Monday, October 22, 2007

Disguise

My college roommate was a psych major. Actually, by the time I was a senior, I had two psych majors sharing my sextet. Naturally, they'd get home from class and diagnose us all. Somehow my math major was never quite as handy as all of those psych classes. I just couldn't find a way to work "Functions of a Complex Variable" or "Set Theory" into everyday conversation. And I must say, heat differentials really don't count as everyday conversation.

So, I was a senior, up to my ears in my thesis, preparing to give the longest talk of my life about "Quadratic Reciprocity in Number Theory", and my dad (the librarian) was going to come to my talk, so I had to make at least the first fifteen minutes interesting and somewhat comprehensible (to an intelligent but non-mathematical man), so I was spending nearly every waking moment at the library. I was, in fact, that girl standing outside the library on a Saturday morning, waiting for 9:00 to roll around so the student worker would finally show up and unlock the door for me. So, I was pathetic. OK, but I was determined not to stutter though my whole hour-long talk.

On one of my study breaks from my little private room on the quietest floor in the libe, I found myself sitting around our kitchen table with the roommates. Fern and Skinny were talking about their latest psychology class, and one of them turned her gaze to me.
"You, Alex," she said with the authority of a senior psychology major, "Are a low self-monitor."
"Oh, yes," agreed the other. "The lowest."
"OK," I said, having ignored the conversation until it turned toward name-calling, "What does that mean?"
"It means you can't fake it. You don't know how to be something you're not."
"Oh, yes, I can," I said (thinking I probably couldn't).
"OK, then," said Fern. "Frown."

Well, I frown all the time. I'm one of the moodiest people I know. One of my earliest memories is of how my elementary principal used to stop me the hallway to tell me to smile - which always made me want to smack him. So, I turned the corners of my mouth down, and I looked up, triumphant, not the lowest self-monitor after all. Except. Except they were laughing.

"She can't do it," said Fern, between giggles. "She doesn't know how to frown."
"It's OK," said Skinny, ever the peace-maker. "It's a good thing, really. It means you can't wear a disguise around other people. It means that the way you act is the way you are. You don't know how to put on a face for the crowd. It's good. It means you're genuine."
"I don't get it," I said, "I'm frowning. This is a frown." I turned my lips down again, to their great amusement.
"Your lips are like a creepy, weird line, and your eyes don't match," explained Fern. "That's not a frown. And stop doing that thing with your mouth. It freaks me out."
"OK, fine," I said, "but can other people do it? Can you just frown on command?"

Instantly, their faces went grim. They looked like they'd each lost a favorite kitten. They were right. They could do it. And for a second by the light of their frowns, I caught a glimpse of how other people did it. Other people didn't have to wait outside the library for it to open. They didn't have to spend every waking moment memorizing the patter for their hour long talks, so they wouldn't have to stammer through the real thing. Other people could fake it a little bit, disguise themselves as someone who knew their shit, and put on a smile to cover up for any nervousness they felt inside. Me? I just had to be genuine. Damn.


# Activity
Could you repeat all of the entries below, character for character?

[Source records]
★ ★ ★ ★
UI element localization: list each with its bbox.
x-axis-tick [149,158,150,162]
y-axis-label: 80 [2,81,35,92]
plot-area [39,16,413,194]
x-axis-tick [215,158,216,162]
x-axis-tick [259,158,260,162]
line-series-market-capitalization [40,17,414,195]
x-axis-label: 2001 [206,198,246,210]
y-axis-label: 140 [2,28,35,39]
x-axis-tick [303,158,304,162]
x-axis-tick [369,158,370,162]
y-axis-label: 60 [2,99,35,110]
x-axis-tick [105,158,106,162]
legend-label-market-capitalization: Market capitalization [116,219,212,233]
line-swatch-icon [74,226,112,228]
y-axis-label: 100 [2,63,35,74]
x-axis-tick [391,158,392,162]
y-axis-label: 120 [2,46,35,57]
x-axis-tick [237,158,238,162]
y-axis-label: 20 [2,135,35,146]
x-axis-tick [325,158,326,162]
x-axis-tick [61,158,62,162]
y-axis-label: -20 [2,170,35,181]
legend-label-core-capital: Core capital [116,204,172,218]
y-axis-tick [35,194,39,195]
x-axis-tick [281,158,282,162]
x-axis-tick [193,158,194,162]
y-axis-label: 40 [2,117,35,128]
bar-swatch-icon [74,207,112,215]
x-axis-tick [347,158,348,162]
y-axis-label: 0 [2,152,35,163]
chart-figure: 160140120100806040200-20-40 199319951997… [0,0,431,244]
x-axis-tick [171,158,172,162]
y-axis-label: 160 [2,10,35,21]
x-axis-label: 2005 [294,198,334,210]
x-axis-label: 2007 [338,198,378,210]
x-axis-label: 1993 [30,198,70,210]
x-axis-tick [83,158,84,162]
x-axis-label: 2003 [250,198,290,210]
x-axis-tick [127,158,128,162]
★ ★ ★ ★
# Response area
UI element localization: list each with its bbox.
x-axis-tick [149,158,150,162]
y-axis-label: 80 [2,81,35,92]
plot-area [39,16,413,194]
x-axis-tick [215,158,216,162]
x-axis-tick [259,158,260,162]
line-series-market-capitalization [40,17,414,195]
x-axis-label: 2001 [206,198,246,210]
y-axis-label: 140 [2,28,35,39]
x-axis-tick [303,158,304,162]
x-axis-tick [369,158,370,162]
y-axis-label: 60 [2,99,35,110]
x-axis-tick [105,158,106,162]
legend-label-market-capitalization: Market capitalization [116,219,212,233]
line-swatch-icon [74,226,112,228]
y-axis-label: 100 [2,63,35,74]
x-axis-tick [391,158,392,162]
y-axis-label: 120 [2,46,35,57]
x-axis-tick [237,158,238,162]
y-axis-label: 20 [2,135,35,146]
x-axis-tick [325,158,326,162]
x-axis-tick [61,158,62,162]
y-axis-label: -20 [2,170,35,181]
legend-label-core-capital: Core capital [116,204,172,218]
y-axis-tick [35,194,39,195]
x-axis-tick [281,158,282,162]
x-axis-tick [193,158,194,162]
y-axis-label: 40 [2,117,35,128]
bar-swatch-icon [74,207,112,215]
x-axis-tick [347,158,348,162]
y-axis-label: 0 [2,152,35,163]
chart-figure: 160140120100806040200-20-40 199319951997… [0,0,431,244]
x-axis-tick [171,158,172,162]
y-axis-label: 160 [2,10,35,21]
x-axis-label: 2005 [294,198,334,210]
x-axis-label: 2007 [338,198,378,210]
x-axis-label: 1993 [30,198,70,210]
x-axis-tick [83,158,84,162]
x-axis-label: 2003 [250,198,290,210]
x-axis-tick [127,158,128,162]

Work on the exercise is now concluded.